So many in the film blogosphere were once again recently set into an uproar by the latest “Rogue One” trailer, scouring the edge and background of every frame to pick out easter eggs, or pouring over what was in the center of the frame to speculate on how this connects to that and what this character is doing in relation to that character and whether x is still y after it has been obliterated by an Ion cannon, etc. This might be my cue to make fun, to lob insults, to fire off tweets about this dumbing down of movie discourse, or some such. But to do so would make a hypocrite. It would make me a hypocrite not because I have any interest in speculating on the deeper meaning of the “Rouge One” trailer; it would make me a hypocrite because I have a lot of interest in speculating on the deeper meaning of the recent photos snapped of universal empress Kylie Minogue on set of her latest film de cinema venture, Stephan Elliot’s “Flammable Children.”
A synopsis for “Flammable Children” at the site for the film’s distributor, WestEnd Films, explains: “Australia, 1975. The beach suburb of Dee Why is a place that revolves around surf mats, baby oil, boxed wine and the new miracle of Kentucky Fried Chicken. 14 year-old Jeff tries to find his feet in a world changing faster than his hormones, and deal with his crush on shy and sensitive girl-next-door Melly. When the beach town suddenly hits the spotlight after the body of a 200-ton whale is washed ashore, Jeff and Melly think it’s the biggest thing that ever happened in their lives.” That sounds all well and good, a little nostalgic, a little quirky, but promising. But then it gets really good. “Meanwhile, their eccentric parents are catching up with the sexual revolution that has also washed up on Australia’s beaches. And just like the decaying whale, it’s all about to go spectacularly wrong.” I mean, look at this photo that recently caught Kylie on set; that looks like everything going spectacularly wrong. That Kylie suggests Sigourney Weaver of “The Ice Storm” as Allison Janney of “The Way Way Back” wrapped up in the essence of Gena Rowlands of “A Woman Under the Influence” with subtle notes of Naomi Watts when she really dials up her peerless version of indignation.
I remember when my friend Daryl and I were talking about my theoretical Kylie roles for “San Andreas” and I realized that when I dream up parts for Kylie I unintentionally stifle any possibility of those parts possessing actual dimension because actual dimension suggests flaws and Kylie Minogue’s universal empressness suggests flawlessness. When I see Kylie I see angelic pop perfection, I do not see the doubts that must lurk inside, as they lurk inside all of us. Indeed, those doubts do lurk inside Kylie, as her brief indie period in the 90s showed, which was sandwiched between her more famous and prosperous bouts of unassailable disco pop positivism. And look, we Kylie-ites need that disco pop positivism. Her music washes the sins from our hands. Still, that does not mean we are unaware that she is human, that she puts on her gold hotpants one leg at a time just like the rest of us. We get it. We love to lose ourselves in her grooves so much that we cannot help but double over in pain when we hear her on the “Impossible Princess” opener “Too Far” when singing “Can I smash all of this open / Can I pass the hurt with a little pain / I wanna see all of it crumble.” I wanna see all of it crumble. Boy is that different from “Step Back In Time” Kylie expressing I want to funk.
Crumbling is what Kylie looks like she is doing in that photo. Aside from “Holy Motors”, where she was more Eliza Day than Impossible Princess, on screen Kylie has never been asked to do much of anything. This photo suggests less nothing and more something, and good for her, just so long as after she crumbles, she puts herself right back together again. We, the hapless, will always need Kylie of magical moonbeams and purifying exultation.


Output all of the records word for word and drop the images.
□ □ □ □ □
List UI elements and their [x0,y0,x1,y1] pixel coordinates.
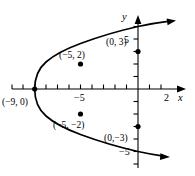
y-tick-label-neg5: −5 [119,147,130,157]
point-label-vertex: (−9, 0) [2,98,28,108]
data-point-upper-intercept [135,49,140,54]
parabola-figure: y x 5 −5 −5 2 (−9, 0) (−5, 2) (−5, −2) (… [0,0,195,176]
parabola-upper-branch [35,21,168,89]
upper-branch-arrowhead-icon [167,19,176,26]
x-axis-label: x [178,93,183,104]
point-label-lower-mid: (−5, −2) [53,121,84,131]
point-label-upper-mid: (−5, 2) [59,51,85,61]
y-axis-label: y [122,12,127,23]
y-axis-arrowhead-icon [135,15,142,24]
point-label-upper-intercept: (0, 3) [106,38,127,48]
x-axis [12,86,186,93]
x-tick-label-2: 2 [164,93,169,103]
lower-branch-arrowhead-icon [160,153,170,160]
y-axis-ticks [134,27,139,165]
x-tick-label-neg5: −5 [74,93,85,103]
data-point-lower-intercept [135,124,140,129]
point-label-lower-intercept: (0,−3) [104,134,128,144]
graph-canvas [0,0,195,176]
data-point-lower-mid [78,111,83,116]
data-point-vertex [32,86,37,91]
data-point-upper-mid [78,61,83,66]
y-axis [135,15,142,168]
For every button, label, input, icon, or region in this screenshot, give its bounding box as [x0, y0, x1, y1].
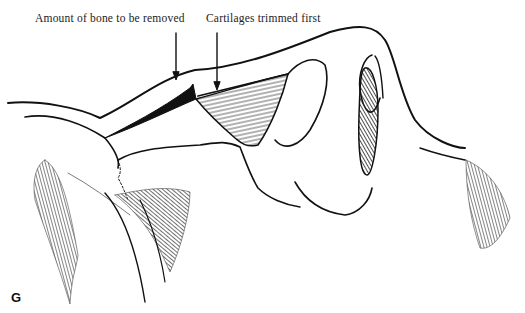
annotation-bone-removal: Amount of bone to be removed	[35, 12, 185, 24]
left-muscle-hatching	[34, 160, 78, 304]
bone-to-remove	[105, 84, 196, 138]
annotation-cartilage-trim: Cartilages trimmed first	[206, 12, 321, 24]
right-ala-hatching	[466, 160, 510, 248]
anatomical-drawing	[0, 0, 525, 313]
illustration-canvas: Amount of bone to be removed Cartilages …	[0, 0, 525, 313]
arrow-bone	[173, 33, 179, 80]
panel-letter: G	[11, 290, 21, 305]
alar-cartilage	[359, 68, 378, 175]
arrow-cartilage	[214, 33, 220, 90]
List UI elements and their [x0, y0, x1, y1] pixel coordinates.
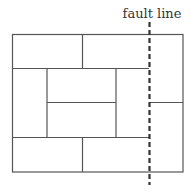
fault-line-label: fault line: [123, 6, 182, 21]
outer-frame: [13, 35, 184, 173]
fault-line-diagram: fault line: [0, 0, 191, 192]
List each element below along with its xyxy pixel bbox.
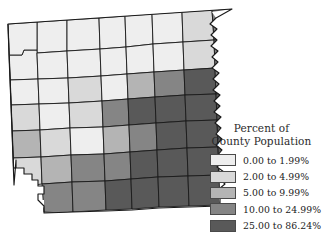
legend-item-label: 0.00 to 1.99% — [243, 155, 309, 166]
legend-swatch-icon — [210, 203, 236, 215]
county-n5 — [152, 12, 183, 44]
county-r2-7 — [183, 40, 215, 70]
county-r7-1 — [42, 182, 73, 213]
county-r5-4 — [103, 125, 130, 154]
county-r2-3 — [67, 49, 101, 78]
county-r6-6 — [157, 148, 188, 177]
legend-swatch-icon — [210, 220, 236, 232]
legend-items: 0.00 to 1.99% 2.00 to 4.99% 5.00 to 9.99… — [205, 152, 323, 234]
county-r7-2 — [72, 181, 106, 212]
county-r2-2 — [37, 51, 68, 79]
legend-row: 0.00 to 1.99% — [205, 152, 323, 168]
county-n4 — [125, 14, 153, 47]
county-r2-4 — [100, 47, 127, 76]
legend-item-label: 10.00 to 24.99% — [243, 204, 321, 215]
county-r4-2 — [39, 103, 70, 130]
county-r7-4 — [131, 177, 159, 209]
county-n6 — [182, 10, 214, 42]
county-r4-4 — [102, 99, 129, 127]
legend-swatch-icon — [210, 154, 236, 166]
county-n3 — [99, 16, 126, 49]
choropleth-map-figure: Percent of County Population 0.00 to 1.9… — [0, 0, 323, 248]
county-n2 — [67, 18, 100, 51]
county-r2-6 — [153, 42, 184, 72]
legend-item-label: 5.00 to 9.99% — [243, 187, 309, 198]
county-r3-2 — [38, 78, 69, 104]
legend-row: 2.00 to 4.99% — [205, 168, 323, 184]
map-legend: Percent of County Population 0.00 to 1.9… — [205, 122, 323, 234]
county-r5-6 — [156, 121, 187, 150]
legend-title-line-1: Percent of — [205, 122, 318, 135]
county-r4-3 — [69, 101, 103, 128]
legend-swatch-icon — [210, 171, 236, 183]
county-r5-3 — [70, 127, 104, 155]
legend-title-line-2: County Population — [205, 135, 318, 148]
county-r3-6 — [154, 70, 185, 97]
county-n1 — [37, 20, 67, 53]
legend-swatch-icon — [210, 187, 236, 199]
county-r6-2 — [41, 155, 72, 184]
legend-row: 10.00 to 24.99% — [205, 201, 323, 217]
county-r3-4 — [101, 74, 128, 101]
county-r7-5 — [158, 176, 189, 207]
county-w-notch-a — [8, 22, 37, 55]
legend-row: 5.00 to 9.99% — [205, 185, 323, 201]
county-r3-1 — [10, 79, 39, 105]
county-r6-3 — [71, 154, 105, 182]
county-r4-1 — [11, 104, 40, 131]
county-r7-3 — [105, 179, 132, 210]
county-r5-5 — [129, 123, 157, 152]
county-r4-5 — [128, 97, 156, 125]
county-polygons — [8, 9, 232, 213]
legend-item-label: 25.00 to 86.24% — [243, 220, 321, 231]
county-r4-6 — [155, 95, 186, 123]
legend-item-label: 2.00 to 4.99% — [243, 171, 309, 182]
county-r3-5 — [127, 72, 155, 99]
map-page: Percent of County Population 0.00 to 1.9… — [0, 0, 323, 248]
county-r5-1 — [12, 130, 41, 158]
county-r2-5 — [126, 44, 154, 74]
county-r3-3 — [68, 76, 102, 103]
county-r3-7 — [184, 68, 216, 95]
county-r4-7 — [185, 94, 217, 121]
county-r6-4 — [104, 152, 131, 181]
county-r6-5 — [130, 150, 158, 179]
legend-row: 25.00 to 86.24% — [205, 218, 323, 234]
legend-title: Percent of County Population — [205, 122, 318, 147]
county-r5-2 — [40, 128, 71, 157]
□ □ □ □ □
▸ ANSWER TO THIS EXERCISE:
List UI elements and their [x0,y0,x1,y1] pixel coordinates.
y-tick-label-neg5: −5 [119,147,130,157]
point-label-vertex: (−9, 0) [2,98,28,108]
data-point-upper-intercept [135,49,140,54]
parabola-figure: y x 5 −5 −5 2 (−9, 0) (−5, 2) (−5, −2) (… [0,0,195,176]
parabola-upper-branch [35,21,168,89]
upper-branch-arrowhead-icon [167,19,176,26]
x-axis-label: x [178,93,183,104]
point-label-lower-mid: (−5, −2) [53,121,84,131]
point-label-upper-mid: (−5, 2) [59,51,85,61]
y-axis-label: y [122,12,127,23]
y-axis-arrowhead-icon [135,15,142,24]
point-label-upper-intercept: (0, 3) [106,38,127,48]
x-axis [12,86,186,93]
x-tick-label-2: 2 [164,93,169,103]
lower-branch-arrowhead-icon [160,153,170,160]
y-axis-ticks [134,27,139,165]
x-tick-label-neg5: −5 [74,93,85,103]
data-point-lower-intercept [135,124,140,129]
point-label-lower-intercept: (0,−3) [104,134,128,144]
graph-canvas [0,0,195,176]
data-point-lower-mid [78,111,83,116]
data-point-vertex [32,86,37,91]
data-point-upper-mid [78,61,83,66]
y-axis [135,15,142,168]
For every button, label, input, icon, or region in this screenshot, give its bounding box as [x0, y0, x1, y1].
annotation-bone-removal: Amount of bone to be removed	[35, 12, 185, 24]
left-muscle-hatching	[34, 160, 78, 304]
bone-to-remove	[105, 84, 196, 138]
annotation-cartilage-trim: Cartilages trimmed first	[206, 12, 321, 24]
right-ala-hatching	[466, 160, 510, 248]
anatomical-drawing	[0, 0, 525, 313]
illustration-canvas: Amount of bone to be removed Cartilages …	[0, 0, 525, 313]
arrow-bone	[173, 33, 179, 80]
panel-letter: G	[11, 290, 21, 305]
alar-cartilage	[359, 68, 378, 175]
arrow-cartilage	[214, 33, 220, 90]
List UI elements and their [x0, y0, x1, y1] pixel coordinates.
fault-line-label: fault line: [123, 6, 182, 21]
outer-frame: [13, 35, 184, 173]
fault-line-diagram: fault line: [0, 0, 191, 192]
List each element below along with its xyxy pixel bbox.
legend-item-label: 0.00 to 1.99% — [243, 155, 309, 166]
legend-swatch-icon — [210, 203, 236, 215]
county-n5 — [152, 12, 183, 44]
county-r2-7 — [183, 40, 215, 70]
county-r7-1 — [42, 182, 73, 213]
county-r5-4 — [103, 125, 130, 154]
county-r2-3 — [67, 49, 101, 78]
county-r6-6 — [157, 148, 188, 177]
legend-swatch-icon — [210, 220, 236, 232]
legend-items: 0.00 to 1.99% 2.00 to 4.99% 5.00 to 9.99… — [205, 152, 323, 234]
county-r7-2 — [72, 181, 106, 212]
county-r2-2 — [37, 51, 68, 79]
legend-row: 0.00 to 1.99% — [205, 152, 323, 168]
county-n4 — [125, 14, 153, 47]
county-r2-4 — [100, 47, 127, 76]
legend-item-label: 10.00 to 24.99% — [243, 204, 321, 215]
county-r4-2 — [39, 103, 70, 130]
county-r7-4 — [131, 177, 159, 209]
county-n6 — [182, 10, 214, 42]
county-r4-4 — [102, 99, 129, 127]
legend-swatch-icon — [210, 154, 236, 166]
county-n3 — [99, 16, 126, 49]
choropleth-map-figure: Percent of County Population 0.00 to 1.9… — [0, 0, 323, 248]
county-n2 — [67, 18, 100, 51]
county-r2-6 — [153, 42, 184, 72]
legend-item-label: 5.00 to 9.99% — [243, 187, 309, 198]
county-r3-2 — [38, 78, 69, 104]
legend-row: 2.00 to 4.99% — [205, 168, 323, 184]
map-legend: Percent of County Population 0.00 to 1.9… — [205, 122, 323, 234]
county-r5-6 — [156, 121, 187, 150]
legend-title-line-1: Percent of — [205, 122, 318, 135]
county-r4-3 — [69, 101, 103, 128]
legend-swatch-icon — [210, 171, 236, 183]
county-r5-3 — [70, 127, 104, 155]
legend-title-line-2: County Population — [205, 135, 318, 148]
county-r3-6 — [154, 70, 185, 97]
county-n1 — [37, 20, 67, 53]
legend-swatch-icon — [210, 187, 236, 199]
county-r6-2 — [41, 155, 72, 184]
legend-row: 10.00 to 24.99% — [205, 201, 323, 217]
county-r3-4 — [101, 74, 128, 101]
county-r7-5 — [158, 176, 189, 207]
county-w-notch-a — [8, 22, 37, 55]
legend-row: 5.00 to 9.99% — [205, 185, 323, 201]
county-r3-1 — [10, 79, 39, 105]
county-r6-3 — [71, 154, 105, 182]
county-r4-1 — [11, 104, 40, 131]
county-r7-3 — [105, 179, 132, 210]
county-r5-5 — [129, 123, 157, 152]
county-r4-5 — [128, 97, 156, 125]
county-polygons — [8, 9, 232, 213]
legend-item-label: 25.00 to 86.24% — [243, 220, 321, 231]
county-r4-6 — [155, 95, 186, 123]
legend-item-label: 2.00 to 4.99% — [243, 171, 309, 182]
county-r3-5 — [127, 72, 155, 99]
map-page: Percent of County Population 0.00 to 1.9… — [0, 0, 323, 248]
county-r5-1 — [12, 130, 41, 158]
county-r2-5 — [126, 44, 154, 74]
county-r3-3 — [68, 76, 102, 103]
county-r3-7 — [184, 68, 216, 95]
county-r4-7 — [185, 94, 217, 121]
county-r6-4 — [104, 152, 131, 181]
county-r6-5 — [130, 150, 158, 179]
legend-row: 25.00 to 86.24% — [205, 218, 323, 234]
legend-title: Percent of County Population — [205, 122, 318, 147]
county-r5-2 — [40, 128, 71, 157]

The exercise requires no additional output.